Miss Denmark joins sharia boycott

Nigerian Miss World 2001 Agbani Daregbo had hoped to install a positive image of her country
Nigerian Miss World 2001 Agbani Daregbo had hoped to install a positive image of her country

   Story Tools

RELATED
QUICKVOTE
Should the Miss World contest be moved from Nigeria because of its sharia law death sentences?

Yes
No
VIEW RESULTS

COPENHAGEN, Denmark (CNN/AP) -- Miss Denmark has joined a boycott of the Miss World pageant to protest against a death sentence imposed on a Nigerian Muslim woman accused of having sex outside marriage.

The pageant has come under international pressure over the case of Amina Lawal, 31, who was sentenced by a Sharia judge to be stoned to death while buried up to her neck in sand.

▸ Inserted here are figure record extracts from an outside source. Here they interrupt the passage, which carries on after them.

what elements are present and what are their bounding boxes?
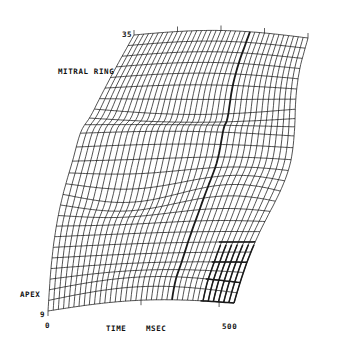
level-bottom-label: 9 <box>40 311 45 319</box>
time-start-label: 0 <box>45 322 50 330</box>
level-top-label: 35 <box>122 31 132 39</box>
time-end-label: 500 <box>222 323 237 331</box>
wall-motion-surface-figure: 35 MITRAL RING APEX 9 0 TIME MSEC 500 <box>0 0 343 356</box>
mitral-ring-label: MITRAL RING <box>58 68 114 76</box>
apex-label: APEX <box>20 291 40 299</box>
wireframe-surface <box>0 0 343 356</box>
time-unit-label: MSEC <box>146 325 166 333</box>
time-axis-label: TIME <box>106 325 126 333</box>
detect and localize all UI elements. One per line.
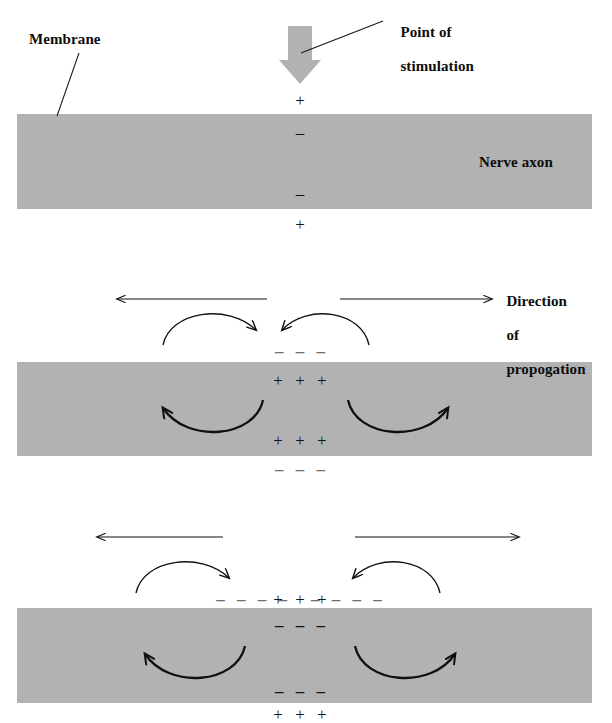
direction-line-1: Direction — [506, 293, 567, 309]
charge-panel-2-above-membrane: – – – — [256, 343, 348, 360]
current-loop-outer-right-panel-3 — [353, 562, 440, 593]
charge-panel-1-above-membrane: + — [276, 92, 324, 109]
charge-panel-1-below-membrane: + — [276, 216, 324, 233]
charge-panel-3-inside-bottom: – – – — [256, 683, 348, 700]
charge-panel-3-inside-top: – – – — [256, 617, 348, 634]
stimulation-arrow-icon — [279, 26, 321, 84]
nerve-impulse-diagram: Membrane Point of stimulation Nerve axon… — [0, 0, 612, 723]
direction-line-2: of — [506, 327, 519, 343]
charge-panel-1-inside-bottom: – — [276, 185, 324, 202]
current-loop-outer-right-panel-2 — [282, 314, 369, 345]
charge-panel-3-below-membrane: + + + — [256, 706, 348, 723]
nerve-axon-label: Nerve axon — [479, 154, 553, 171]
current-loop-outer-left-panel-2 — [163, 314, 256, 345]
point-of-stimulation-label: Point of stimulation — [385, 7, 474, 92]
charge-panel-2-below-membrane: – – – — [256, 461, 348, 478]
membrane-leader-line — [57, 53, 79, 116]
charge-panel-2-inside-bottom: + + + — [256, 432, 348, 449]
charge-panel-2-inside-top: + + + — [256, 372, 348, 389]
membrane-label: Membrane — [29, 31, 101, 48]
point-of-stimulation-leader-line — [301, 21, 383, 53]
current-loop-outer-left-panel-3 — [136, 562, 229, 593]
point-of-stimulation-line-2: stimulation — [400, 58, 474, 74]
charge-panel-1-inside-top: – — [276, 124, 324, 141]
charge-panel-3-above-membrane-right: – – – – — [311, 591, 397, 608]
direction-line-3: propogation — [506, 361, 585, 377]
direction-of-propagation-label: Direction of propogation — [491, 276, 586, 395]
point-of-stimulation-line-1: Point of — [400, 24, 451, 40]
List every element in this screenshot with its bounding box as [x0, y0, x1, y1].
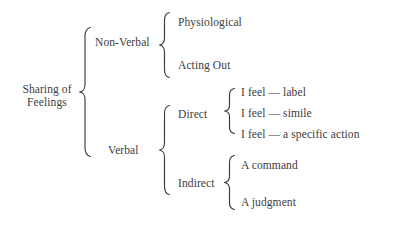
node-direct: Direct — [178, 108, 207, 121]
leaf-i-feel-simile-text: I feel — simile — [241, 107, 312, 119]
node-direct-label: Direct — [178, 108, 207, 120]
leaf-i-feel-simile: I feel — simile — [241, 107, 312, 120]
leaf-i-feel-specific-action-text: I feel — a specific action — [241, 128, 360, 140]
leaf-i-feel-label-text: I feel — label — [241, 86, 306, 98]
leaf-acting-out-label: Acting Out — [178, 59, 230, 71]
verbal-brace — [158, 104, 171, 196]
node-indirect-label: Indirect — [178, 177, 215, 189]
root-brace — [78, 26, 92, 158]
non-verbal-brace — [158, 11, 171, 79]
node-indirect: Indirect — [178, 177, 215, 190]
leaf-acting-out: Acting Out — [178, 59, 230, 72]
direct-brace — [223, 87, 236, 135]
leaf-i-feel-label: I feel — label — [241, 86, 306, 99]
leaf-i-feel-specific-action: I feel — a specific action — [241, 128, 360, 141]
leaf-a-command: A command — [241, 159, 298, 172]
root-node-sharing-of-feelings: Sharing of Feelings — [22, 83, 71, 109]
node-verbal: Verbal — [108, 144, 139, 157]
node-verbal-label: Verbal — [108, 144, 139, 156]
leaf-a-judgment-text: A judgment — [241, 196, 296, 208]
leaf-a-judgment: A judgment — [241, 196, 296, 209]
indirect-brace — [223, 154, 236, 212]
leaf-a-command-text: A command — [241, 159, 298, 171]
leaf-physiological-label: Physiological — [178, 16, 242, 28]
root-label-line-1: Sharing of — [22, 83, 71, 96]
root-label-line-2: Feelings — [22, 96, 71, 109]
bracket-tree-diagram: Sharing of Feelings Non-Verbal Physiolog… — [0, 0, 402, 227]
node-non-verbal: Non-Verbal — [95, 36, 150, 49]
leaf-physiological: Physiological — [178, 16, 242, 29]
node-non-verbal-label: Non-Verbal — [95, 36, 150, 48]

"I don't wish to travel there unless they reverse the sentence," said 23-year-old Majsa Juel, who won the Miss Denmark title in November.

Juel joined fellow contestants from Spain, France, Belgium and Switzerland in staying away from the competition which is set for late November in Abuja, Nigeria.

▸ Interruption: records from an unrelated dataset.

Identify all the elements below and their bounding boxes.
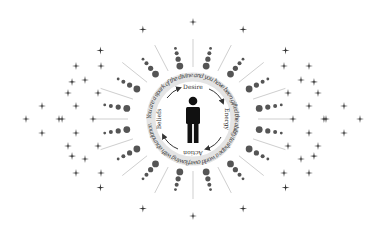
star-icon [97,169,105,177]
star-icon [297,155,305,163]
dot [117,158,120,161]
star-icon [340,129,348,137]
dot [116,104,121,109]
dot [209,188,212,191]
dot [121,80,125,84]
dot [242,58,245,61]
dot [203,63,210,70]
dot [265,104,270,109]
dot [174,188,177,191]
star-icon [314,89,322,97]
star-icon [305,129,313,137]
ray-line [101,139,133,150]
label-action: Action [183,150,204,157]
ray-line [218,45,231,71]
dot [152,160,159,167]
star-icon [189,212,197,220]
dot [116,128,121,133]
star-icon [72,129,80,137]
star-icon [94,89,102,97]
dot [176,63,183,70]
star-icon [81,155,89,163]
star-icon [81,76,89,84]
ray-line [122,156,147,176]
person-icon [186,97,200,143]
star-icon [89,115,97,123]
dot [273,130,277,134]
dot [203,169,210,176]
dot [207,183,211,187]
dot [148,66,153,71]
dot [233,167,238,172]
dot [123,126,130,133]
star-icon [239,25,247,33]
star-icon [282,184,290,192]
star-icon [356,115,364,123]
star-icon [55,115,63,123]
star-icon [239,205,247,213]
dot [238,173,242,177]
dot [144,173,148,177]
star-icon [282,46,290,54]
dot [103,104,106,107]
star-icon [305,102,313,110]
dot [127,150,132,155]
dot [265,128,270,133]
dot [109,104,113,108]
dot [103,132,106,135]
dot [176,176,181,181]
dot [266,158,269,161]
dot [205,57,210,62]
dot [175,183,179,187]
dot [261,154,265,158]
star-icon [139,25,147,33]
star-icon [310,152,318,160]
dot [254,83,259,88]
dot [256,105,263,112]
label-energy: Energy [223,108,231,131]
star-icon [22,115,30,123]
star-icon [72,102,80,110]
dot [242,177,245,180]
dot [174,47,177,50]
star-icon [38,129,46,137]
label-desire: Desire [183,83,203,90]
dot [209,47,212,50]
dot [261,80,265,84]
dot [176,57,181,62]
label-beliefs: Beliefs [155,109,162,130]
ray-line [155,167,168,193]
dot [238,61,242,65]
ray-line [239,156,264,176]
star-icon [305,62,313,70]
dot [148,167,153,172]
ray-line [253,88,285,99]
abundance-cycle-diagram: You are a spark of the divine and you ha… [0,0,386,238]
dot [176,169,183,176]
dot [280,132,283,135]
dot [254,150,259,155]
dot [280,104,283,107]
ray-line [253,139,285,150]
dot [123,105,130,112]
dot [142,58,145,61]
dot [175,51,179,55]
dot [273,104,277,108]
star-icon [38,102,46,110]
star-icon [284,142,292,150]
dot [227,71,234,78]
star-icon [310,78,318,86]
star-icon [72,62,80,70]
star-icon [96,184,104,192]
star-icon [189,18,197,26]
dot [207,51,211,55]
dot [133,86,140,93]
ray-line [155,45,168,71]
star-icon [305,169,313,177]
dot [246,146,253,153]
ray-line [122,62,147,82]
star-icon [64,142,72,150]
dot [127,83,132,88]
dot [233,66,238,71]
dot [133,146,140,153]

Governments and human rights organisations have urged Nigerian President Olusegun Obasanjo to intercede. The European Parliament urged a boycott of the contest.

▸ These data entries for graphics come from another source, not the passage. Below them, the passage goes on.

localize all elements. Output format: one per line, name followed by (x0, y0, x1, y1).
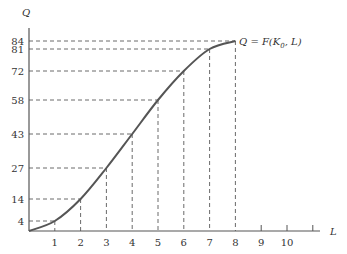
x-tick-label: 9 (258, 237, 264, 248)
x-axis-label: L (329, 226, 337, 237)
y-tick-label: 84 (11, 36, 24, 47)
y-tick-label: 58 (11, 95, 24, 106)
x-tick-label: 10 (281, 237, 294, 248)
y-tick-label: 4 (18, 216, 24, 227)
y-tick-label: 43 (11, 129, 24, 140)
x-tick-label: 5 (155, 237, 161, 248)
x-tick-label: 6 (181, 237, 187, 248)
y-tick-label: 27 (11, 163, 24, 174)
production-function-chart: 41427435872818412345678910 Q L Q = F(K0,… (0, 0, 347, 254)
x-tick-label: 1 (52, 237, 58, 248)
x-tick-label: 2 (77, 237, 83, 248)
y-axis-label: Q (22, 7, 30, 18)
axes (29, 28, 320, 231)
x-tick-label: 8 (232, 237, 238, 248)
y-tick-label: 72 (11, 66, 24, 77)
x-tick-label: 3 (103, 237, 109, 248)
x-tick-label: 7 (206, 237, 212, 248)
x-tick-label: 4 (129, 237, 135, 248)
curve-label: Q = F(K0, L) (239, 36, 302, 50)
y-tick-label: 14 (11, 194, 24, 205)
dashed-guides (29, 41, 235, 231)
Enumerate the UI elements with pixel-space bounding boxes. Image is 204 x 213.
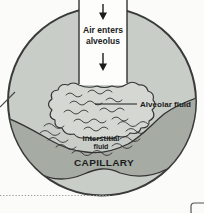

Human rights group Amnesty International has also urged the Nigerian government to ensure that Lawal is not executed under any circumstances.

It has asked the public to send protest faxes to Obasanjo, Nigerian foreign affairs minister Alhaji Sule Lamido, and Kanu Godwin Agabi, the minister of justice.

In a statement given in June, the pressure group said: "Amnesty International is deeply concerned for the physical and psychological integrity of Amina Lawal and unreservedly condemns the use of corporal punishment, torture and the use of the death penalty, which clearly violates international human rights standards.

She is the second woman to be sentenced to death after bearing a child out of marriage since 2000, when more than a dozen states in the predominantly Muslim northern Nigeria adopted strict Islamic sharia law.

In March, an appeals court reversed a similar sentence on Safiya Hussaini Tungar-Tudu after worldwide pleas for clemency and a warning from Obasanjo that Nigeria faced international isolation over the case.

The adoption of sharia, which punishes theft with the amputation of hands, has stoked violence between Muslims and Christians in Africa's most populous state. More than 3,000 people have been killed.



Copyright 2002 CNN. All rights reserved. This material may not be published, broadcast, rewritten, or redistributed. Associated Press contributed to this report.


Story Tools

Top Stories
Iran poll to go to run-off
Top Stories
CNN/Money: Security alert issued for 40 million credit cards
 
 
 
 
  SEARCH CNN.COM:
© 2004 Cable News Network LP, LLLP.
A Time Warner Company. All Rights Reserved.
Terms under which this service is provided to you.
Read our privacy guidelines. Contact us.
external link
All external sites will open in a new browser.
CNN.com does not endorse external sites.